Posted by: OCSteve | April 25, 2008 at 09:10 PM
OCSteve,
Regarding the efficacy of DDT versus bednets, it all depends. The best malarial interdiction programs combine bednets with light spraying of the walls of bedrooms every few years. In general, programs that involve any additional spraying increase malaria deaths because mass spraying fosters the development of resistant strains.
This is one of those cases where you really do want to keep your powder dry: small doses of DDT will force mosquitoes out, but large doses will kill them in the short term and breed unkillable mosquitoes in the long term.

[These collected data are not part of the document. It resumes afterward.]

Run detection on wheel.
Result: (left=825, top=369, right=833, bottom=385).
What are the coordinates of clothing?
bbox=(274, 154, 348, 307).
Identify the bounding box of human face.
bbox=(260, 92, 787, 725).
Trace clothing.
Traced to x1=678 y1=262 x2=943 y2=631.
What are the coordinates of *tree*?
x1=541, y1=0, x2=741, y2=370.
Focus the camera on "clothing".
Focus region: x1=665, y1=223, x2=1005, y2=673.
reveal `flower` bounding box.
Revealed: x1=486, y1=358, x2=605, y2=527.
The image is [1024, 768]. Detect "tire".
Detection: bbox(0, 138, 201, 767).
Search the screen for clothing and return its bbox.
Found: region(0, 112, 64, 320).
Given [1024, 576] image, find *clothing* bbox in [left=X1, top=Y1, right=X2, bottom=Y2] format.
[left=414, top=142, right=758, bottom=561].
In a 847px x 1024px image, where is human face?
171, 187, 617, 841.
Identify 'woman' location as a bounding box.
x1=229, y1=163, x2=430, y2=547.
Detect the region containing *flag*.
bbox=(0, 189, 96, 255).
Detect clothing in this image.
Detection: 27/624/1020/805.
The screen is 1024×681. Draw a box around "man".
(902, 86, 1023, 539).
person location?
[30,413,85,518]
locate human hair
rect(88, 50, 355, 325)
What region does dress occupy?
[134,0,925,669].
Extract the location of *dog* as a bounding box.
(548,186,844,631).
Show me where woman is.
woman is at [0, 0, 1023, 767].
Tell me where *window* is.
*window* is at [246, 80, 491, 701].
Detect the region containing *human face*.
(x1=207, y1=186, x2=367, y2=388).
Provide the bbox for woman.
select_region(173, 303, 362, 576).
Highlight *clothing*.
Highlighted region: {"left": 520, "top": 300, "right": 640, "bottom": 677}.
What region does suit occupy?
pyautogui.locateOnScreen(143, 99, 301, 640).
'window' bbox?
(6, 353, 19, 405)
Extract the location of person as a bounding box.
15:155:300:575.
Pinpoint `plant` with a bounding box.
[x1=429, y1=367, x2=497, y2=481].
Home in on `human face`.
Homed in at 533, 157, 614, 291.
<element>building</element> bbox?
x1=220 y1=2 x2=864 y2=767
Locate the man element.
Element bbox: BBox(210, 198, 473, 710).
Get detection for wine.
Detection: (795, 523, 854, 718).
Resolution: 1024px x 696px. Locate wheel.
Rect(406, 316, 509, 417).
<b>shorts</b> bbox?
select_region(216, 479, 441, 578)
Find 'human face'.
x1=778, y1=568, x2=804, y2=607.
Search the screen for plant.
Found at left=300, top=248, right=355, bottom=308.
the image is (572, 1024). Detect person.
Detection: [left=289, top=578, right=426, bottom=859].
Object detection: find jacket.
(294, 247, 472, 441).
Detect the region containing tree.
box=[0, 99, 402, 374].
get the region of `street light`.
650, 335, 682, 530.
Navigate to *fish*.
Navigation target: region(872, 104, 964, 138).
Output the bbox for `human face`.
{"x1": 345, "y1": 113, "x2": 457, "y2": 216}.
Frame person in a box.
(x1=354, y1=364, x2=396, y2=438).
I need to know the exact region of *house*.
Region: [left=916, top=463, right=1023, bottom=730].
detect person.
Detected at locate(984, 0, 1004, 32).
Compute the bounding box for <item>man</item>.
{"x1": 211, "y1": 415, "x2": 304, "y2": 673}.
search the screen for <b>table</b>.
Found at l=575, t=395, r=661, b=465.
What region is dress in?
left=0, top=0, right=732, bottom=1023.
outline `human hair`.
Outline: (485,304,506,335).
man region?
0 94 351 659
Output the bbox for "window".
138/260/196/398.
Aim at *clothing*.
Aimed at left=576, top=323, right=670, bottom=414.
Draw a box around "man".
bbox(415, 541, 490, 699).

Resistance is already a huge problem in some areas.
Posted by: Turbulence | April 25, 2008 at 09:41 PM
Turbulence is just right, and I'll add this anecdote: A couple of years ago, I stayed in the home of a young mom in SE Asia who had worked really hard to earn the pennies UNICEF required to 'buy' a baby-basket-sized net.
Used properly, this net had the potential to protect an infant/toddler from bites, which is probably why the UNICEF program was distributing them to families who bought in at about 3% of retail in this rural area.
So when I showed my hostess that the net had to be tucked into the blankets in order to prevent mosquitos from accessing her baby's skin, she was surprised because the aid workers had focused on how great it was that someone in her village had chosen to participate. Not so much on the training-the-end-users, I guess.
Point being, the fight against malaria is a fight we can win, but dumping chemicals isn't the solution. Human behavior is a factor as well.
Posted by: PhoenixRising | April 25, 2008 at 11:20 PM
Shhh, Hartmut. You're not supposed to mention that the LRA calls itself Christian.
Any nutcase Muslim who professes to be acting in God's name gets called "Islamic terrorist" in all the newspapers. But if a nutcase Christian does the same thing, you'll never hear his faith mentioned.
Posted by: mdl | April 26, 2008 at 05:21 AM
Malaria can be killed in the mosquito. It grows inside. The mosquito can have a mutation developed that will kill the malaria. The last thing that was supposed to work was the sea cucumber; lethal protein, CEL-III.
Those ookinetes cost how much? How much goes to the net and the UN group buying them?
Posted by: es | April 27, 2008 at 12:38 PM
from this link
However, Professor Sinden explains that there is still a lot of work to do before such techniques can be used to combat the spread of malaria in real-world scenario. This is because although the sea cucumber protein significantly reduces the number of parasites in mosquitoes, it does not totally remove all parasites from all mosquitoes and as such, at this stage of development, would not be effective enough to prevent transmission of malaria to humans.
Damn that UN, creating a giant boondoggle when they should be using a not yet completely developed means of reducing malaria parasites.